Feature request: dummy sound channel for envelope follower

I really like the envelope follower source effect but it’s a bit awkward when you’re using it for effects. For example if you’re using attenuation the effect will get weaker when you’re far away, when you really just want the audio part to get weaker and the effect to stay the same as if it was at 100% volume.

I think it would be nice if you could use a dummy sound channel that would play the sound at 100% volume to trigger the envelope follower but not output the sound to the speakers, or any other way to accomplish this. It would be way better for stuff like material effects/lipsync animation systems and in general just “handwritten” audio curves for effects/animations that are suited for effects but not designed to sound beautiful.

This would certainly come in handy. +1

great idea +2

Excellent point. Most DAWs/mixers support this kind of routing- basically a pre-Fader send for the Source Effects. This should be possible, and necessary for certain effects as you point out :).

This is a bug we have fixed in 4.17.

I would hesitate to suggest using audio you can’t hear to drive game events–in these cases, you will find better performance with a curve.

Nice! I’m not too worried about performance on the CPU. For a lipsync system for example you would have some extra flexibility if you could edit the curves (audio) without worrying about the sound getting messed up. Basically the original lipsync line+a bunch of split phonemes that you could edit vs. just the phonemes which you couldn’t edit without messing up the sound of the line.

Animating lipsync by hand is just painful so this would be a way faster way to get this to work. If you use the actual sound half (or more) of the work is already done for you. I would just like a bit more artistic control which you could get by decoupling the actual sounds from the envelope follower curves.

We’ve been kicking around the idea of somehow generating curve assets from SoundWave files, though we’re still exploring the best way to achieve that–but I like the idea of doing that instead of at runtime (at least in the case of pre-recorded VO).

FL studio peak controller? its a bit more versatile than just an envelope controller

https://www.image-line.com/support/FLHelp/html/plugins/Fruity%20Peak%20Controller.htm

-Base - Base, or lowest value (offset), of the control output.

-Volume (VOL) - Maximum value of the control output. The control is bi-polar with values from -200% (maximum to left) to 200% (maximum right). When using positive values a higher volume means higher Peak Control output values. Negative volumes result in a ‘ducking’ effect where the Peak Controller output is negative and dips with each input peak. You will need to set this in conjunction with the Base level to create ‘sidechain pumping’ effects. Turn up the Base and then turn the Volume to negative.

-Tension - The shape of the attack and release curve (the controls graphic shows the effect). NOTE: As the attack of most sounds is very short you won’t see or hear an effect of this parameter. It will be most useful on the decay side of the envelope.

-Decay - Time taken to decay to the starting level.

one of the best aspects of FL studio over other DAWS.

You can just take our existing Envelope Follower and modulate the output with a custom curve to get this effect.

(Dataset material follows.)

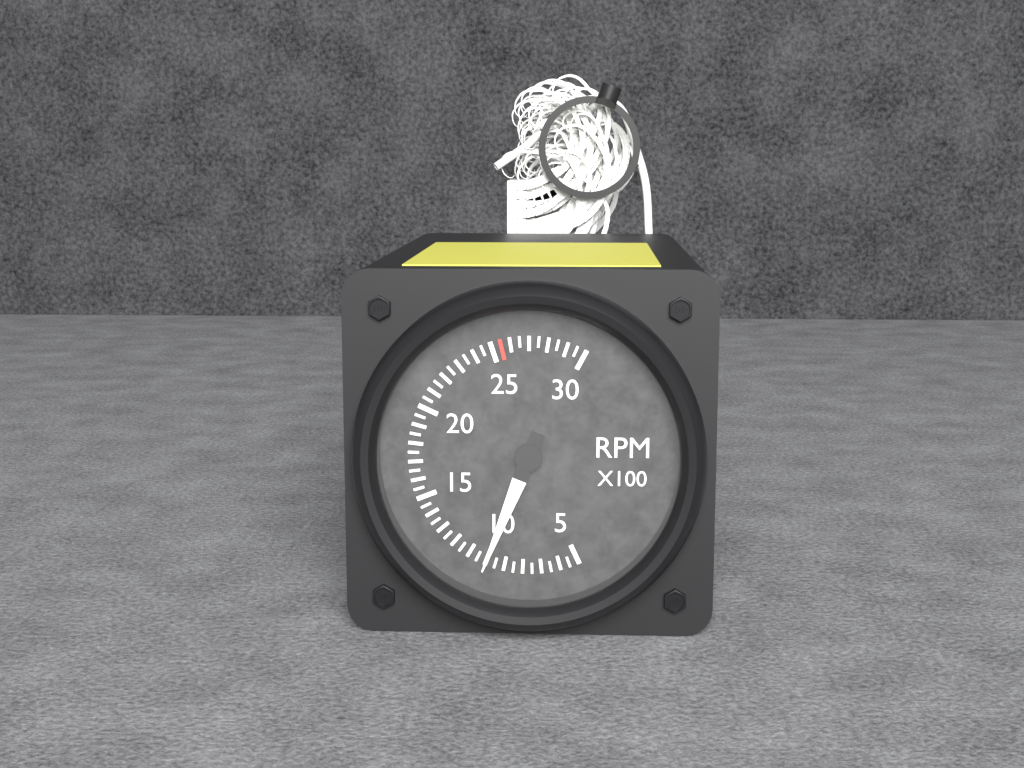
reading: 1000 RPM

I would welcome any way to do it for sure. I guess my method of splitting audio files and creating curves for those would work theoretically. It feels a bit hacky though.

Or if you wanted to create some nice tool to do that maybe you could have something like Papagayo (http://my.smithmicro.com/papagayo.html). You would open a dialogue sound file but instead of text you could drag in curve names (maybe only getting curves with a certain prefix or curves with some extra phoneme checkbox ticked), these curves would then give you some nice auto detected (from amplitude I guess) default start and end duration.

Then when you want to create the next curve (for the next phoneme) you would just drag the curve name to the start of the next phoneme, and when you’re dragging the curve name around you would preview the audio where the pointer is so you could easily tell where the curve should start. You could also have a right click option on the start/end markers to have split or shared start/end markers, for example you’ve got some words with silence in between, use split start/end markers. Or you’ve got a long word without silence, you could use shared start/end markers so the end of every marker is the start of the next one so you could have some nice crossfading.

A tool like this sounds awesome. Just too bad it doesn’t exist! :rolleyes:

Ah right ok, I did wonder that. I’m pretty new to the coding side of things, but trying to learn it all., thanks to blueprints

Yes please! This would be awesome.

re:

While we wait for a way to generate curves in engine, could someone tell me which application to use to do this or what file type I need to output? I started to get close using Adobe After Effects with the Trapcode Soundkeys plugin. I generated the keys and copied the data to a CSV but I’m unsure on how to format it or how to get that into UE as a curve file.